Keeping up with Google+ is — for me — a never-ending roller-coaster ride. At first, I loved Google’s social network. Then it slipped out of my list of daily must-visit sites, in part because the quality of the conversation seemed to plummet. Then I wanted to get back into it, but found it less than satisfactory on my main computer, the iPad. Then I got irritated with the way in which Google seemed to be turning many of its other services into promotioonal vehicles for Google+.

And now I’m interested in Google+ once more, based on the strength of its all-new iPhone app.

In the blog post announcing the update, Google+ honcho Vic Gundotra calls it “a feast for the eyes,” which sounds like wanton hype. It’s not. The app is beautifully polished, with subtle animations and an extremely responsive touch interface that makes browsing through Google+ updates and photos addictive in a way it’s never been in the full-blown browser version of the service. And it’s got a look that’s distinctively its own. I’ve never seen anything like it from Google or anyone else.

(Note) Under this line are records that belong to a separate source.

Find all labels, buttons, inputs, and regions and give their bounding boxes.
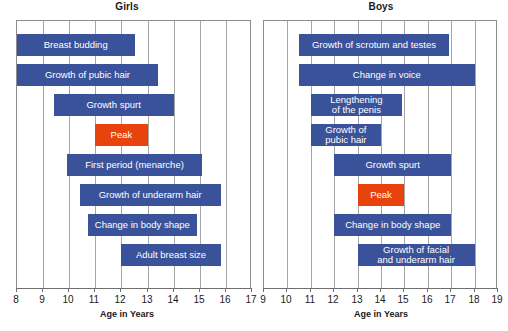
plot-area-girls: Breast buddingGrowth of pubic hairGrowth…: [16, 20, 251, 288]
x-tick-boys-11: [310, 288, 311, 292]
bar-girls-7: Adult breast size: [121, 244, 220, 266]
x-tick-label-boys-18: 18: [464, 294, 484, 305]
x-tick-label-boys-19: 19: [487, 294, 507, 305]
x-tick-girls-16: [225, 288, 226, 292]
x-tick-label-girls-8: 8: [6, 294, 26, 305]
bar-boys-3: Growth of pubic hair: [311, 124, 381, 146]
x-tick-boys-16: [427, 288, 428, 292]
x-tick-label-girls-9: 9: [32, 294, 52, 305]
x-tick-label-boys-13: 13: [347, 294, 367, 305]
x-tick-girls-9: [42, 288, 43, 292]
x-tick-boys-10: [286, 288, 287, 292]
gridline-boys-18: [475, 21, 476, 288]
x-tick-girls-15: [199, 288, 200, 292]
bar-boys-6: Change in body shape: [334, 214, 451, 236]
x-tick-label-boys-15: 15: [393, 294, 413, 305]
chart-panel-girls: Girls Breast buddingGrowth of pubic hair…: [0, 0, 254, 331]
x-tick-label-boys-14: 14: [370, 294, 390, 305]
bar-girls-2: Growth spurt: [54, 94, 174, 116]
x-tick-label-boys-12: 12: [323, 294, 343, 305]
x-tick-boys-17: [450, 288, 451, 292]
x-tick-label-boys-10: 10: [276, 294, 296, 305]
x-tick-boys-15: [403, 288, 404, 292]
bar-girls-6: Change in body shape: [88, 214, 198, 236]
bar-girls-5: Growth of underarm hair: [80, 184, 221, 206]
x-tick-label-girls-10: 10: [58, 294, 78, 305]
x-tick-girls-11: [94, 288, 95, 292]
puberty-timeline-figure: Girls Breast buddingGrowth of pubic hair…: [0, 0, 508, 331]
x-tick-label-girls-14: 14: [163, 294, 183, 305]
x-tick-label-boys-9: 9: [253, 294, 273, 305]
x-tick-girls-14: [173, 288, 174, 292]
bar-boys-0: Growth of scrotum and testes: [299, 34, 449, 56]
chart-title-girls: Girls: [0, 1, 254, 12]
x-tick-boys-14: [380, 288, 381, 292]
x-tick-label-girls-16: 16: [215, 294, 235, 305]
bar-boys-4: Growth spurt: [334, 154, 451, 176]
axis-title-girls: Age in Years: [0, 309, 254, 319]
bar-boys-7: Growth of facial and underarm hair: [358, 244, 475, 266]
bar-boys-5: Peak: [358, 184, 405, 206]
x-tick-label-boys-11: 11: [300, 294, 320, 305]
x-tick-label-girls-13: 13: [137, 294, 157, 305]
x-tick-label-girls-11: 11: [84, 294, 104, 305]
x-tick-boys-13: [357, 288, 358, 292]
x-axis-line-girls: [16, 288, 251, 289]
x-tick-girls-17: [251, 288, 252, 292]
bar-girls-3: Peak: [95, 124, 147, 146]
x-tick-girls-13: [147, 288, 148, 292]
bar-boys-1: Change in voice: [299, 64, 475, 86]
x-tick-girls-12: [120, 288, 121, 292]
x-tick-girls-10: [68, 288, 69, 292]
chart-panel-boys: Boys Growth of scrotum and testesChange …: [254, 0, 508, 331]
gridline-girls-16: [226, 21, 227, 288]
bar-girls-0: Breast budding: [17, 34, 135, 56]
x-tick-boys-18: [474, 288, 475, 292]
x-tick-boys-12: [333, 288, 334, 292]
chart-title-boys: Boys: [254, 1, 508, 12]
x-tick-boys-19: [497, 288, 498, 292]
gridline-boys-11: [311, 21, 312, 288]
bar-girls-1: Growth of pubic hair: [17, 64, 158, 86]
x-tick-label-girls-15: 15: [189, 294, 209, 305]
axis-title-boys: Age in Years: [254, 309, 508, 319]
x-tick-label-boys-16: 16: [417, 294, 437, 305]
x-tick-girls-8: [16, 288, 17, 292]
bar-boys-2: Lengthening of the penis: [311, 94, 402, 116]
gridline-girls-9: [43, 21, 44, 288]
plot-area-boys: Growth of scrotum and testesChange in vo…: [263, 20, 497, 288]
x-tick-boys-9: [263, 288, 264, 292]
x-tick-label-boys-17: 17: [440, 294, 460, 305]
bar-girls-4: First period (menarche): [67, 154, 203, 176]
gridline-boys-10: [287, 21, 288, 288]
x-tick-label-girls-12: 12: [110, 294, 130, 305]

Building an ambitious and elegant Google+ for the iPhone is a smart move on Google’s part, in part because its arch-nemisis, Facebook, has an iPhone app that just isn’t very exciting. (I also find it so slow that I have an almost-subconscious tendency to avoid using it.) If you’ve got an iPhone and love Google+, I suspect you’ll love this app; if you’ve got an iPhone and have never been smitten with Google+, the app might make you a believer.

But I’m still frustrated by Google+. The new app is an iPhone app — there’s no version tailored for the iPad. And Google+, as it appears in the iPad’s Safari browser, is often literally unusable, at least for me. I just tried to post a laudatory update about the iPhone app from my iPad, but Google+ wouldn’t let me publish my update until I’d selected one or more Circles — and wouldn’t show me the list of Circles so I could select any.

As the new iPhone app shows, Google is capable of writing iOS software that’s at least as good as anything it creates for Android. (It even rolled out the iPhone update first — it says the Android version will be along in the coming weeks.) With the iPad, however, its efforts often seem half-baked. The official Gmail for the iPad, for instance, is a major disappointment which doesn’t even support multiple accounts. And Google+ is such a mess that it leaves me thinking that nobody who’s responsible for the service is an iPad user.

Of course, it’s possible that Google is hard at work on a new Google+ for the iPad that isn’t quite ready yet. I want to love the service all over again — but I can’t until it’s a joy to use on the device I use the most.